We need to talk about the cost of fast delivery

By Cori Crider

She must have felt like a goldfish in a bowl. There she was, just trying to get on with her job, stowing and scanning an endless stream of stuff while I and about a dozen other suited professionals circled her. 

We weren’t allowed talk to her or photograph her workstation (‘for her safety’, bosses claimed). Instead, we listened into headsets while the factory manager reeled off statistics about what this woman’s job – the day-to-day of an Amazon warehouse worker – was like.

You could see she was tired. A robotic cart over twice her height trundled in front of her. She picked up an item – a book, a protein shake, a toy, any of thousands of little bits you and I buy on Amazon every day – and she loaded it onto a slot in the cart, scanned it with a gun, checked a screen, and did it again. And again and again. When she’d filled a cart, it’d wheel away, and another moved into place. She does this all day – for ten hours, with two 30-minute breaks.

So what was I doing there, gawking at this woman? Foxglove is launching a new project, building on our work supporting Facebook moderators and other tech workers, to tackle Amazon. We’re teaming up with unions and allies to investigate conditions and to boost Amazon workers’ fight to make these jobs decent and fair. 

I wanted to go to the heart of ‘fast delivery’—to see one of these massive warehouses for myself. The Tilbury site, where I was, is one of the largest and most roboticised in Europe.  It has a massive demand to meet: nearly 90% of UK shoppers use Amazon for everything from toasters to nappies. During the pandemic its promise of insta-delivery ballooned in importance and made Jeff Bezos, for a time, the world’s richest man. 

But one-click convenience comes at a cost – you may have heard of workers peeing in bottles, and maybe of Prime Day strikes. Fast delivery burns through people. I asked the Tilbury bosses for the warehouse’s annual turnover figures; comparable warehouses in the US churn through people at a whopping 150 percent clip each year. Though my tour guides knew they had exactly 36 apprentices, the turnover rates escaped their memory. 

We moved on to another tired woman, a ‘picker,’ toiling in a great hurry in a sort of pen. She had just seconds to handle each item correctly to meet her performance targets. This precipitated a moment of striking candour from the floor manager, who described these time pressures and added a remark that stayed with me: 

“This is what same-day delivery takes. This is what the customer requires.”

When I asked about Time off Task – the productivity metric that squeezes workers so hard that many have to urinate in bottles just to meet their targets – managers claimed it was for “worker safety.” This seems odd when you consider that hundreds of ambulances are called to Amazon warehouses – especially during peak times like Black Friday and Prime Day.

This – the hidden cost of one-click delivery – is the conversation we need to have. Standing in front of those women makes you think differently about the word ‘fast’. Many of us don’t reach for that Big Mac or £3 Primark T-shirt so often, because we’ve read how fast food and fast fashion are bad for us, bad for workers, and bad for the planet. 

So what are we doing on Amazon Prime?

Like many tech giants, Amazon has won its dominance by refusing to pay for the misery it causes. It’s not just that Amazon pays almost no tax – they also don’t pay workers enough for a physically taxing, burn-out job working in a panopticon. 

It’s an effective trick: Amazon, Facebook, Uber, Deliveroo, and the like all hide a degrading reality for workers behind a shiny screen interface. We kick back, put our feet up, and fondly imagine some computer whiz kids have sent us our Uber, or our pizza, or our stuff. Perhaps no tech giant has perfected this erasure better than Amazon. 

Before we left the floor, I glanced left and right; I couldn’t see the end of the warehouse in either direction. Just long rows of people in front of robots, stowing and picking, a lucky few with a bird’s eye view of the shelves. 

All I could think was: is fast really worth it?

Foxglove have launched a project to tackle unfair treatment at Amazon. If you work at Amazon, please get in touch. You can reach us securely over Signal: +44 7518 115 223. Hit button below to to stay up to date on this project.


== Problem details ==
Once you find the line containing "Get the region" in the data below, copy it and each following line exactly, up to and including the line containing "Screen resolution is", and nothing else.

━━━━━ Entries supplied

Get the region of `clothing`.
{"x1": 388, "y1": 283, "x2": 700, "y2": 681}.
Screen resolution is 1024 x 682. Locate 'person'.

━━━━━━━━━━
━━━━━ Entries supplied

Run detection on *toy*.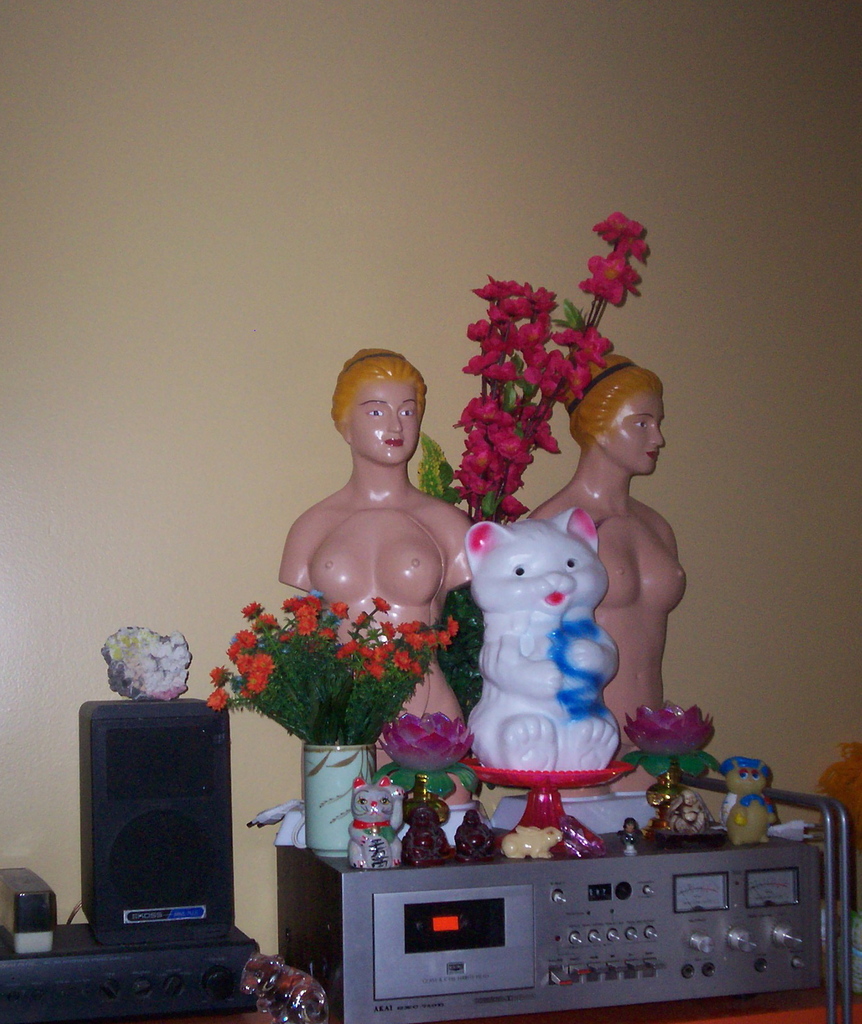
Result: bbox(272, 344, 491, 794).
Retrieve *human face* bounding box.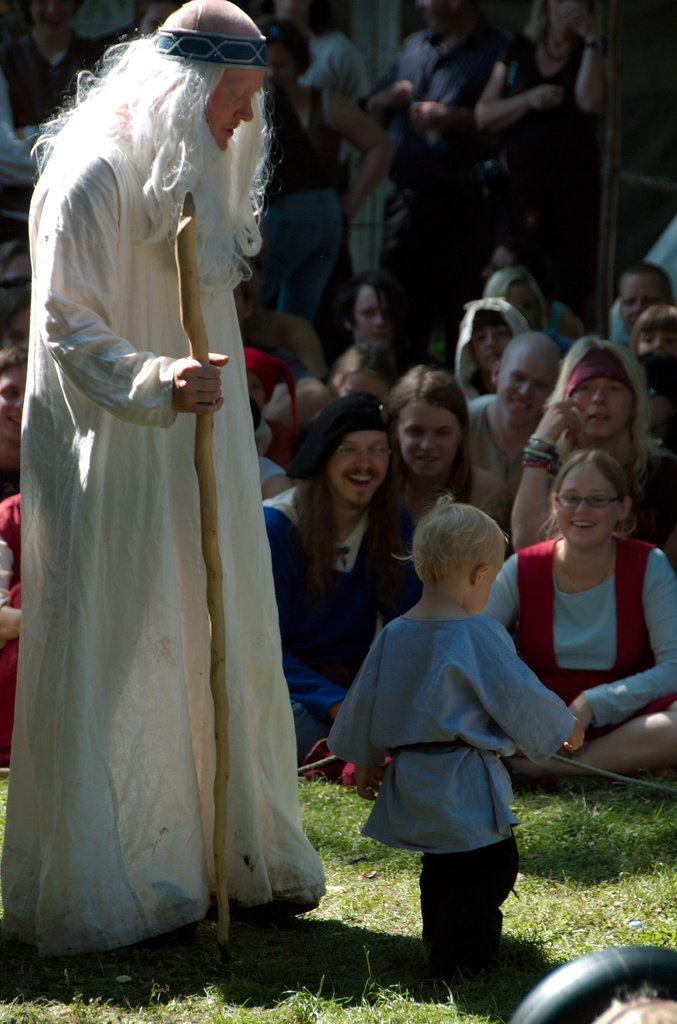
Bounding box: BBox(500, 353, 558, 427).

━━━━━━━━━━

== Result for this task ==
Get the region of `clothing`.
{"x1": 388, "y1": 283, "x2": 700, "y2": 681}.
Screen resolution is 1024 x 682. Locate 'person'.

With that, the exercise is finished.